Nissan has employed 3-D simulation for a variety of its design processes, from studying a user loading then unloading a bag of golf clubs, groceries or a surfboard to the ergonomic placement of its key dashboard engine indicators, using virtualization to study its designs from multiple perspectives and make changes accordingly.

A virtual image of the Gerald R. Ford Navy aircraft carrier's pump room using Catia software from Dassault Systemes.
The Gerald R. Ford (CVN 78) aircraft carrier, which is the Navy's first aircraft carrier to be completely designed using a 3-D product model, will be made from more than 3 million parts. There's long been a wall that separates the points of view of those who design products and those who mass produce them, but it's a line that has begun to blur in the digital world. Virtualization has been a powerful conduit of this shift, allowing engineers to consider their products from concept to design, testing and manufacturability.

"When you're designing something, it's essentially thousands of small decisions, any one of which can cost you money and time," says Dave Pierson, senior design engineer for MAGNET -- The Manufacturing Advocacy & Growth Network, a consulting group that offers design and technology services to small and midsized manufacturers. "Anything that can help you realize those mistakes faster and allow you to correct them sooner in the process is extremely valuable."

Northrop Grumman has taken 3-D simulation onto a mass scale, using Dassault Systemes' Catia software to develop a detailed design for the Gerald R. Ford (CVN 78) Navy aircraft carrier, which meant breaking the ship down into over 400 different design zones and more than 3 million parts.

The CVN 78 was the Navy's first aircraft carrier to be completely designed using a 3-D product model, according to Michael Shawcross, vice president of aircraft carrier construction programs at Northrop Grumman.

The CVN 78's product model included the definition of the ship's geometry and technical definition of the ship's parts, including the procurement, planning and manufacturing data.

"It helps us to forecast parts earlier in the design process," says Shawcross. "When you develop a design for multiple disciplines, involving hundreds of systems being designed into the same space, you have to sequence all of those and have a hierarchy of priority.

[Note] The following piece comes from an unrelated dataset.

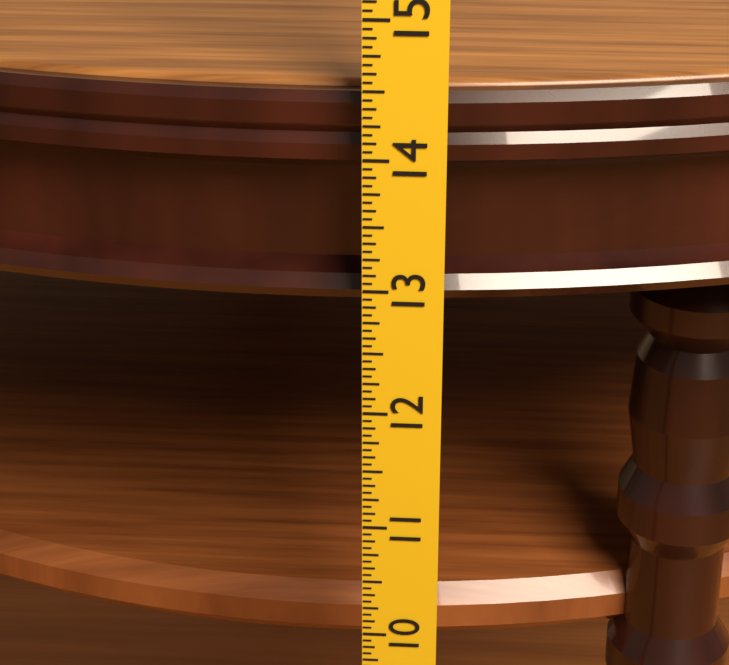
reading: 14.4375 in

Doing it in a product model, the computer lines it all up."

The software helped identify areas of overlap where, for example, piping layout might have interfered with maintenance criteria.

Still, there are some limitations to 3-D simulation. Nissan North America, for instance, only uses it on a fraction of its virtual manufacturing processes. While there are a large number of tools available today, such as gloves a user will put on his or her hands that will provide haptic feedback in the design of surfaces and objects, the technology is still not ready for primary design deployment, according to Kurt Beyerchen, Nissan North America's senior manager of human engineering.

"It's still not the same as touching and feeling, say, where the temperature control knob is on a vehicle," says Beyerchen. "I don't know if that will ever be resolved."

Instead, Beyerchen anticipates that instead of virtual reality, more designers will move to what he calls "augmented reality," which combines the 3-D viewing experience with actual objects. As an example, he says, designers could create a foam shape of a designed dashboard, which would then be overlaid with "some of the photo-realistic rendering capability that some of the non-3-D software provides." He adds, "I think that's where the future is going."

For whatever its limitations, MAGNET's Pierson says he is using 3-D simulation on everything from testing candy bar production equipment to the thermal analysis on new forms of grocery packaging to studying the center of gravity on a mechanism as it accelerates and decelerates.

"What I try to explain to my people is I'd like you to fail as much as possible and fail as quickly as possible," says Pierson. "A designer might be making 3,500 different small decisions during the designing of a product. If there are going to be errors, I want them early in the process, when they're cheap to correct, not later."